Documentation

Roadmap

What's deferred from v1.0, with the gating condition for each. Source of truth: README.md "Known follow-ups".

#Deferred from in-phase scope

None of these block v1.0. They're conditional on either user demand, upstream changes, or a logical predecessor landing first.

#Failed-login audit rows

Stowage's per-IP rate limiter on /auth/login/local already covers brute-force defense. Recording every failed attempt in the audit log is on the wishlist for forensic completeness; the rate limiter just means it isn't urgent.

#Async audit recorder by default

The synchronous SQLite recorder is fine at current scale. The BatchRecorder (which is async + batched) is already used on the proxy hot path. Switching the dashboard's audit handlers to async would reduce p99 tail at the cost of a small drop window on crash. Today's tradeoff favours sync for forensic guarantees on the smaller volume.

#Quota scanner walking every bucket

Today the scanner walks only buckets with a configured quota. The dashboard's storage card therefore excludes untracked buckets. A "walk every bucket" mode would unify the storage view at the cost of more ListObjectsV2 traffic on bucket-heavy backends.

#Native admin-API user / key / policy screens

Gated on Capabilities.AdminAPI != "". Today every driver returns "". Implementing this requires writing dedicated minio, garage, and seaweedfs drivers that expose their native admin APIs through a sibling interface (AdminBackend in internal/backend/backend.go).

The gating order is:

  1. Driver implementation per backend.
  2. Hooked into the dashboard's user / policy / key screens.

Until then, manage backend-native identities with the upstream's own tools (mc admin, the Garage CLI, weed s3 …).

#Recursive folder move / copy / delete

The current copy-prefix and delete-prefix handlers fan out per- key. Server-side enumeration would make recursive operations cheap on bucket-heavy upstreams, but it requires careful pagination and error handling. The per-key fan-out works for any size; the deferred work is the optimisation.

#Active-uploads + active-sessions Prometheus gauges

Currently neither is exposed as a gauge. The data is in-memory but isn't wired to a prometheus.GaugeFunc. Wiring requires routing some shared state through the metrics service.

#CSV streaming pagination for very large audit exports

The /admin/audit.csv handler today buffers in memory before writing the response. For a few hundred thousand rows this is fine; for multi-million-row exports it isn't. The fix is server-side streaming via io.Pipe and csv.NewWriter. Workaround for very large exports: query the SQLite directly off a backup snapshot.

#Multi-replica Stowage

Bigger than the items above. Would require:

  • Externalising sessions to Redis or similar.
  • Externalising the rate limiter.
  • Replacing SQLite with Postgres for the multi-writer story.
  • Distributed credential and anonymous-binding caches.

Not on the v1.0 roadmap. The Single binary page explains the current single-replica positioning.

#Postgres backend

db.driver: postgres is reserved in the config schema and validation explicitly rejects it. Implementing it requires:

  • A second Store implementation under internal/store/postgres/.
  • Cross-driver test coverage for the schema migrations.
  • Migration tooling for users moving from SQLite to Postgres.

Not on the v1.0 roadmap.

#Outbound signer replacement

The proxy's outbound side uses aws-sdk-go-v2/v4.Signer. A hand-rolled signer that shares the verifier's signing-key cache would save 3-4 % of allocations and a small amount of CPU. The cost is mirroring the SDK's bytewise canonicalization for strict S3 paths. Marginal value; on the wishlist if proxy CPU ever becomes a practical bottleneck.

#Pool the response-stream copy buffer

io.Copy allocates a fresh 32 KiB buffer per request. Using a sync.Pool of byte slices and io.CopyBuffer would halve allocations on the read path. Marginal CPU win, cleaner heap profile. Easy fix; not yet done.

#Audit DB on its own SQLite file

Today's audit table shares the writer mutex with the main DB. Splitting audit to audit.db removes that contention. Win at high concurrent write volume; transparent at typical bench load. Easy in principle, modest disruption for the migration.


• What is being asked
Only the lines from the one with "has height=608, width=1218." through the end of the data below belong in the answer, restated word for word, pictures excluded.

(Stored records)

===

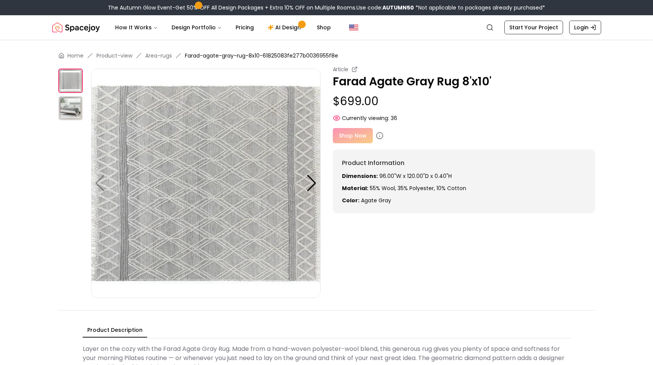  What do you see at coordinates (480, 8) in the screenshot?
I see `span: *Not applicable to packages already purchased*` at bounding box center [480, 8].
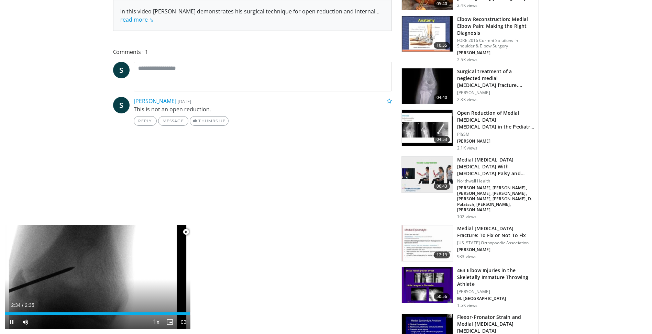 The image size is (652, 334). Describe the element at coordinates (427, 285) in the screenshot. I see `img: c158266b-8c56-41b0-9df7-19fbd74dec4b.150x105_q85_crop-smart_upscale.jpg` at that location.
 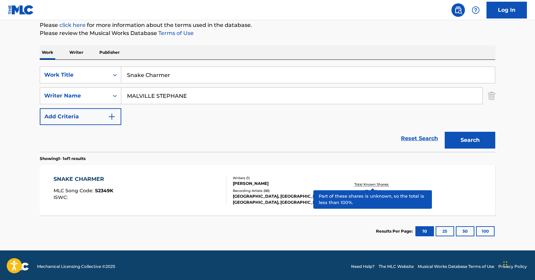 What do you see at coordinates (76, 267) in the screenshot?
I see `span: Mechanical Licensing Collective © 2025` at bounding box center [76, 267].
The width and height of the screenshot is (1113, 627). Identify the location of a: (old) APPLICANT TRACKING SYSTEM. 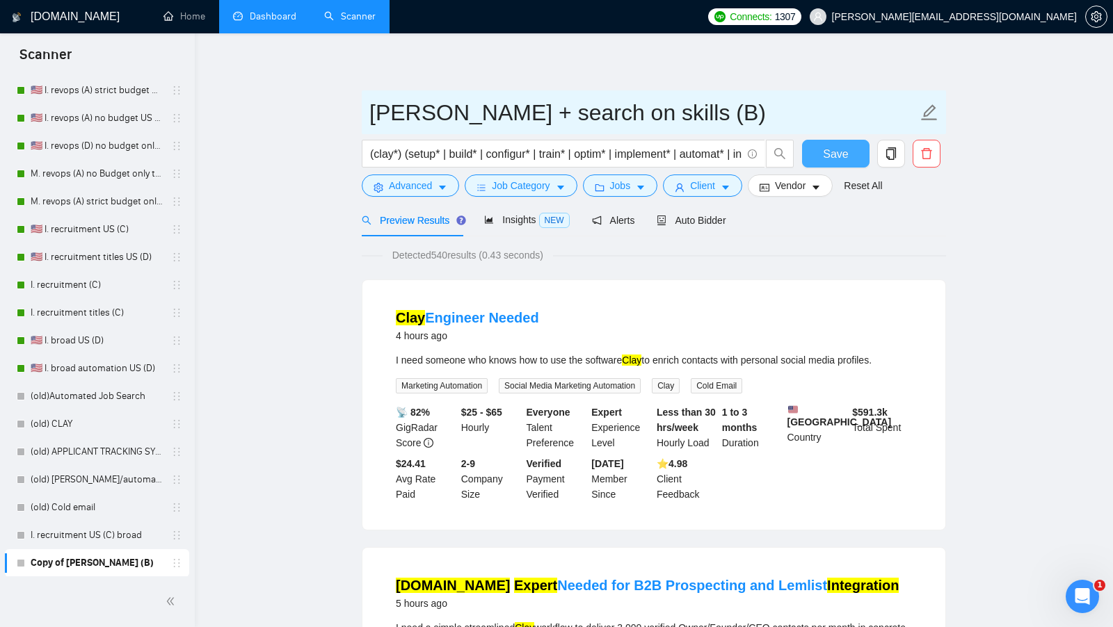
(97, 452).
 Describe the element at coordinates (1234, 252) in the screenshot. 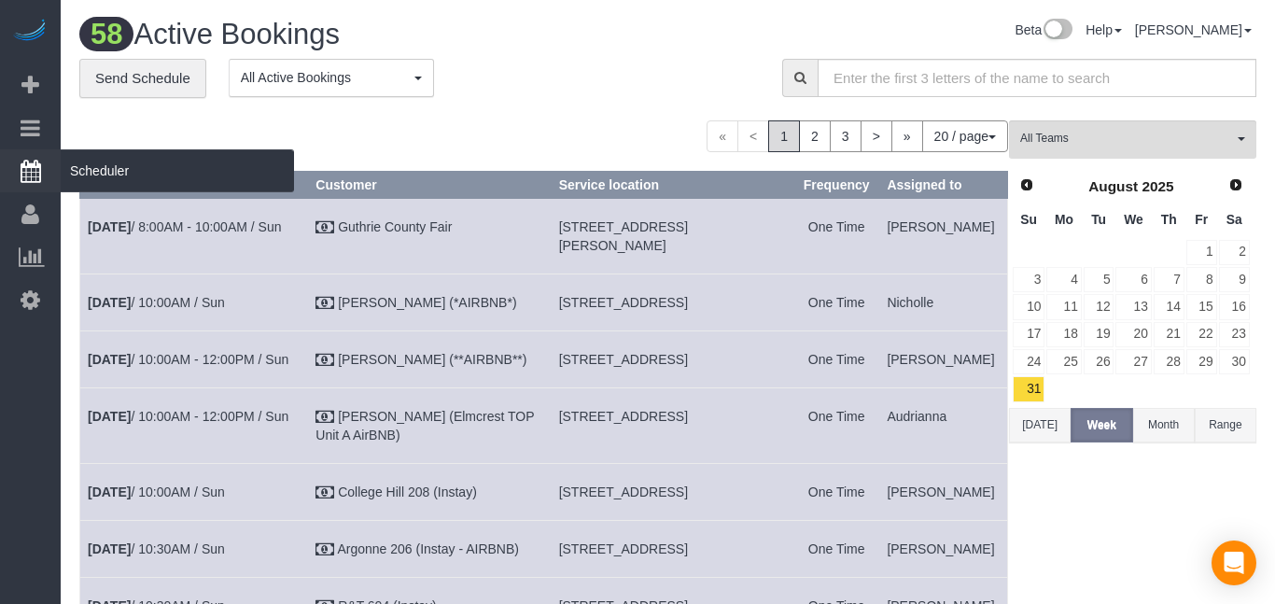

I see `a: 2` at that location.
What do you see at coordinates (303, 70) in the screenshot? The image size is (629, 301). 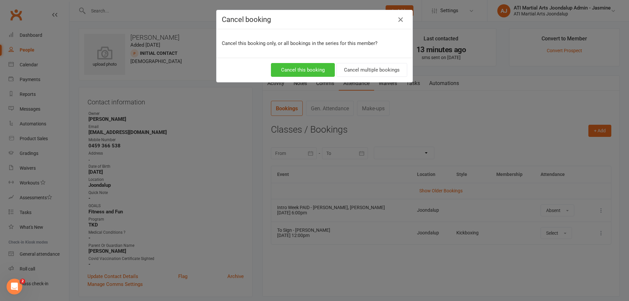 I see `button: Cancel this booking` at bounding box center [303, 70].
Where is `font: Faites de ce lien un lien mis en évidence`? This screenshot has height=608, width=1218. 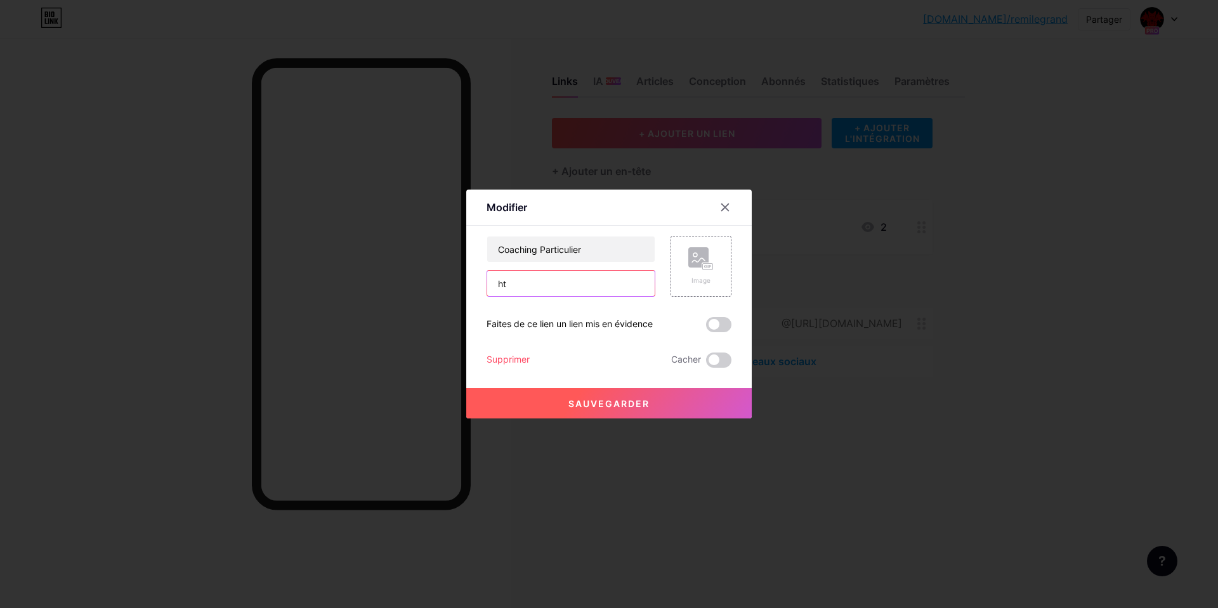
font: Faites de ce lien un lien mis en évidence is located at coordinates (570, 324).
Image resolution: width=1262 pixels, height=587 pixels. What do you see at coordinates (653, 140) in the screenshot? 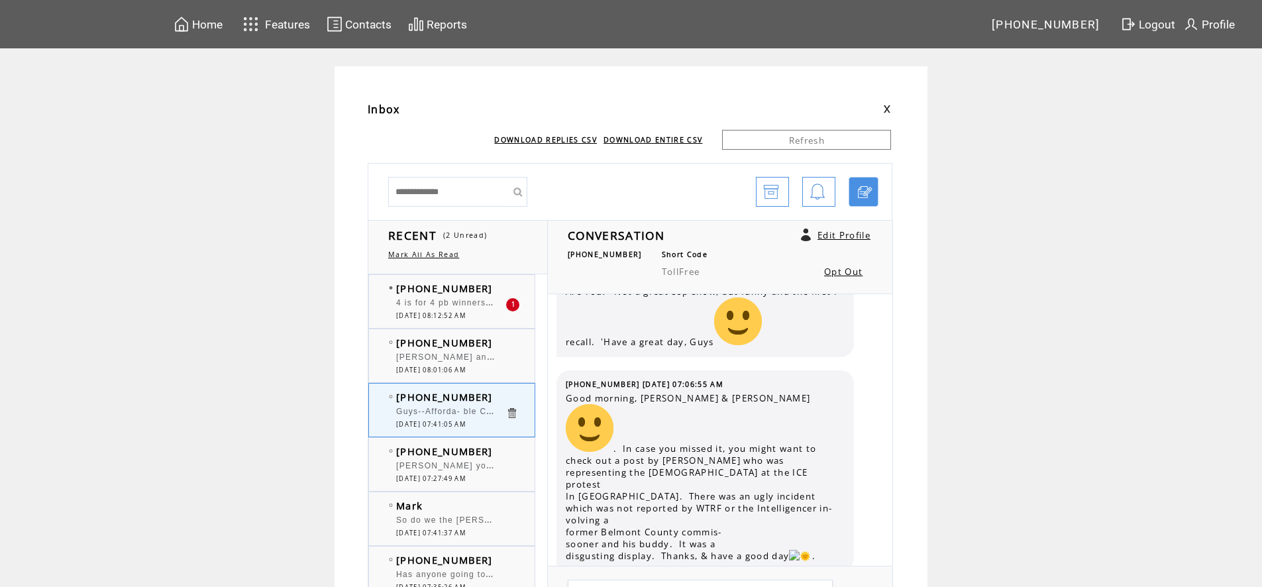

===

• Solution for this task
Where is `font: Faites de ce lien un lien mis en évidence`? This screenshot has height=608, width=1218. 
font: Faites de ce lien un lien mis en évidence is located at coordinates (570, 324).
Image resolution: width=1262 pixels, height=587 pixels. What do you see at coordinates (653, 140) in the screenshot? 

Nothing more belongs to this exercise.